In Puritanism and the Pursuit of Happiness, S. Bryn Roberts gives readers a detailed theological history of Ralph Venning, a seventeenth-century British Puritan minister. Roberts, an adjunct instructor in early modern church history at the International Christian College, Glasgow, argues that Venning has been largely overlooked in Puritan studies, and is an integral figure in early modern British puritanism (5, 9). Most importantly, Roberts seeks to upset the “deeply ingrained” image of the dour, austere Puritan by explicating Venning’s theology of happiness (1-2, 5).
Roberts begins by providing immensely useful context for Venning’s theology. Venning, like many prominent moderate Puritans, attended Emmanuel College at Cambridge. Here, Venning trained with pastoral and academic emphases in affectionate preaching, rational toleration, and classical philosophy (32-33). This was a particularly helpful section of the book as it grounded Venning’s theology of happiness in his Cambridge training and tied him to more prominent Puritan ministers, such as John Cotton, who also attended Emmanuel College and exhibited similar theological leanings. Most important for this work, Roberts points out that this was where Venning was instructed that challenges to reason, avid study, godly community, and personal piety—a all undergirded by knowledge of God’s saving grace—led to true happiness (38-40).
Also significant is Venning’s physical location. Roberts notes that, in combination with his training at Cambridge, Venning preached near an area of Southwark brimming with inns, taverns, theaters, and their employees (60). Such a demographic encouraged Venning’s appeals to relative toleration, earthly pleasures (enjoyed faithfully), and affectionate preaching. Historically positioning his thought within that of Augustine and Aquinas, Roberts describes Venning’s theology of happiness as one utterly dependent upon “conformity to God,” but also one that values responsible and pious recreation (115, 132). Believers are intended to enjoy temporal modes of pleasure, especially in community, as God creates them. In fact, Roberts notes, Venning proposed that happiness, not melancholic asceticism, evidenced the rate at which the Holy Spirit was molding and changing one’s spirit (159). Moreover, man’s longing for happiness was a conviction wrought by God as an “essential motivation for godliness” (148).

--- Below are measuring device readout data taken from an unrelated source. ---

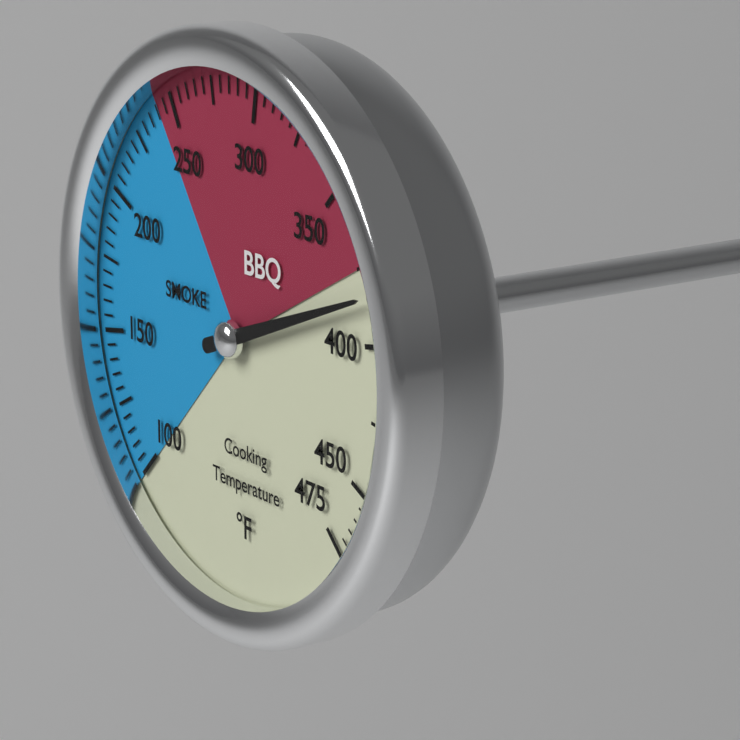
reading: 385 °F
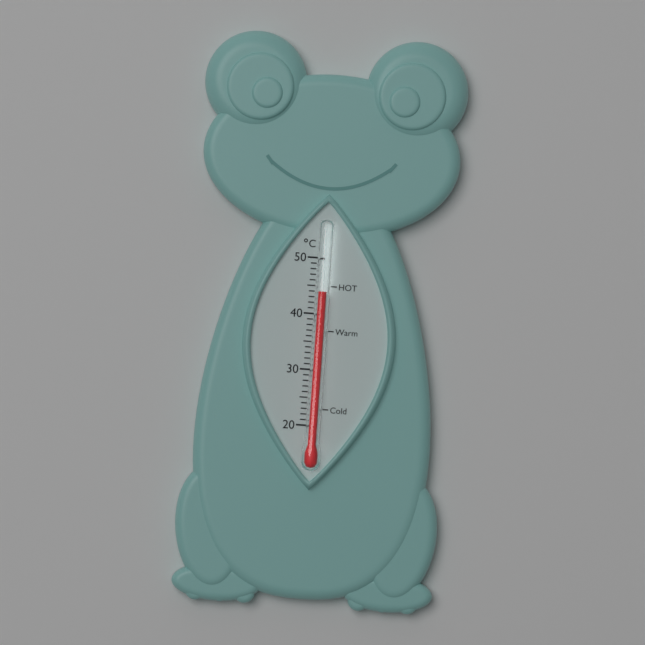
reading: 44 °C
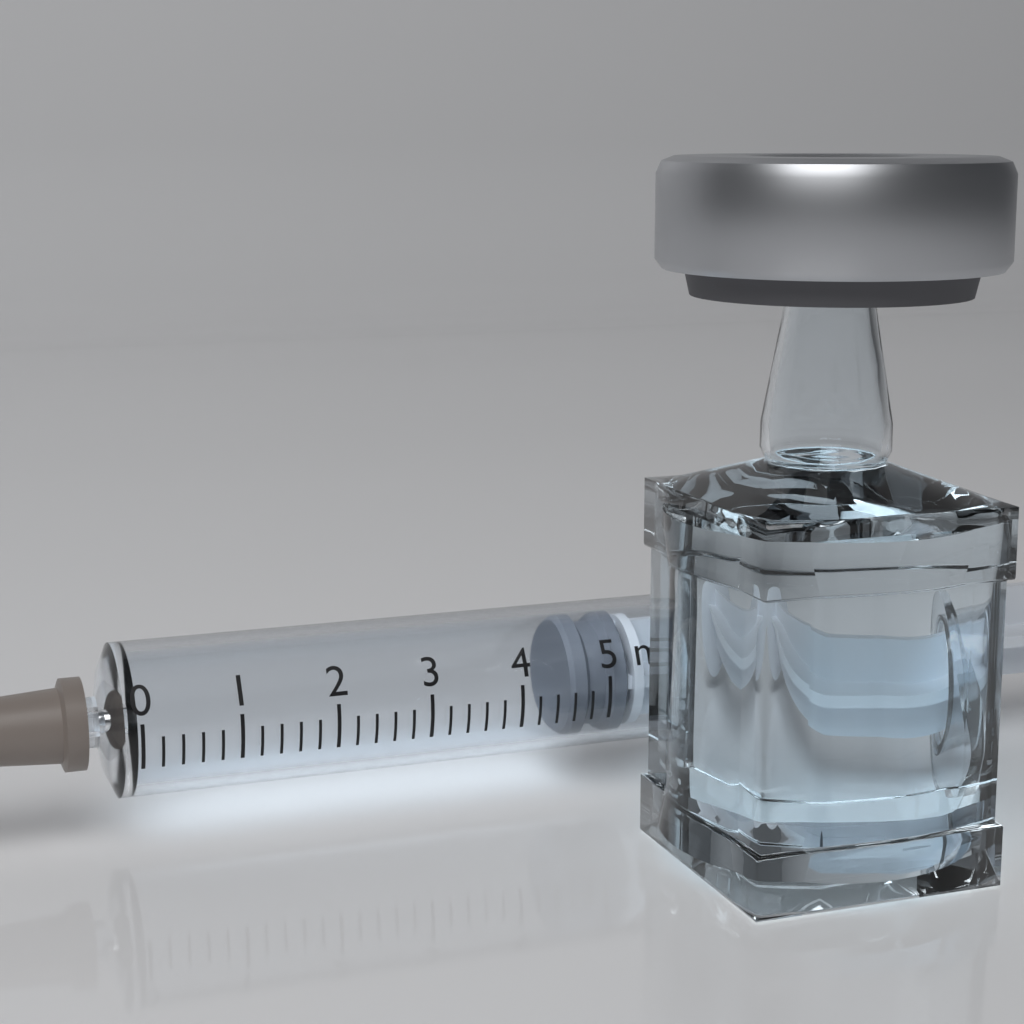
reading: 4.6 ml
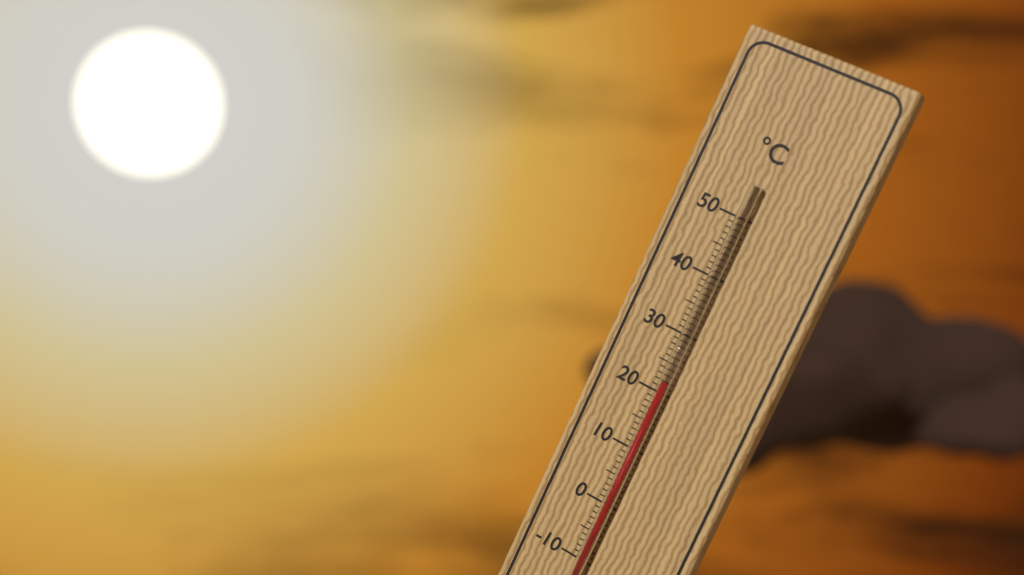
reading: 22 °C
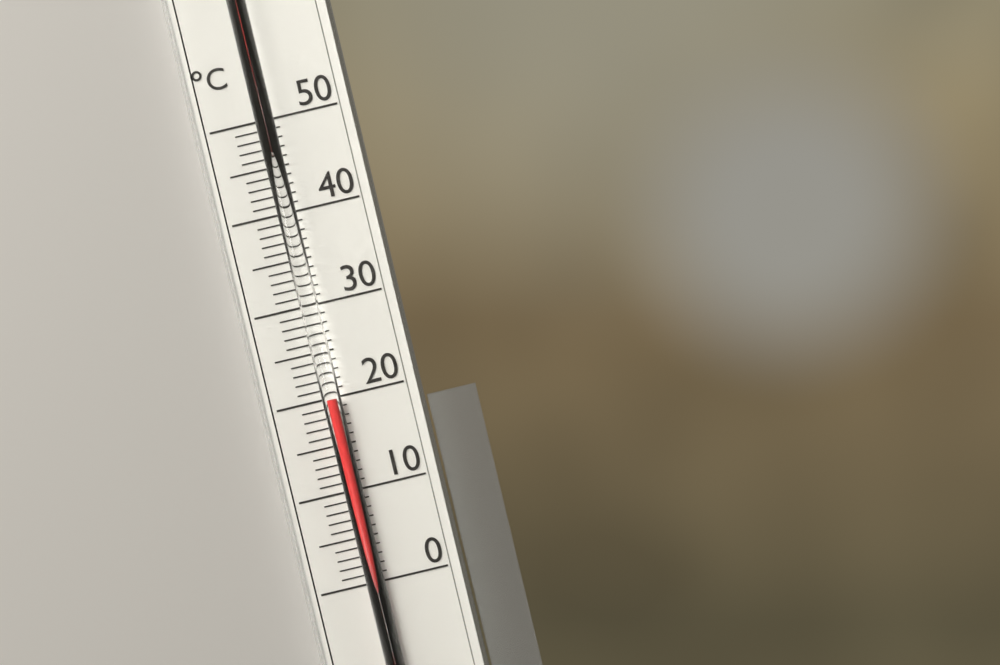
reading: 20 °C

Roberts’s study of Venning critically adds to studies that complicate imagery of Puritans. This book is particularly creative in its points about happiness, the individual, and the community. Roberts, through his study of Venning’s writings, gives his thesis teeth by unearthing the role of happiness as a tool of the Holy Spirit, communal glue, and personal marker of salvation. This is particularly interesting in light of Abram Van Engen’s recent work on Puritan affections, Sympathetic Puritans: Calvinist Fellow Feeling in Early New England (Oxford University Press, 2015), and how important feelings—or “sympathies”—were to one’s spiritual state, or a community’s strength. Like Van Engen, Roberts, gives nuance to the experiences and personalities of Puritans. Such studies reveal that, perhaps, these historical subjects lived lives made up of more just than perpetual weeping over transgressions in prayer closets.
For all its merit, this work is not without its faults. At times, it is difficult to discern the differences between “happiness,” “salvation,” and “regeneration.” Roberts makes it clear that, for Venning, happiness is wholly defined by knowledge of, faith in, and interaction with, God. Such an explanation, though not inaccurate, can begin to make “happiness” read as confusingly synonymous with other common terms employed in puritan spirituality. Lastly, more mention of fellow godly ministers would have increased the contextual power of Roberts’s work. Brief comparisons between Venning and John Cotton, Thomas Hooker, or Thomas Shepard (whom Roberts mentions only in passing) would have better situated Venning’s theology of happiness in Puritan history. In all, however, Roberts’s book is one of excellent original research and refreshing perspective. It is a helpful contribution for scholars and students in Puritan studies, British or American.
Tucker Adkins is a graduate student in American Religious History at Florida State University.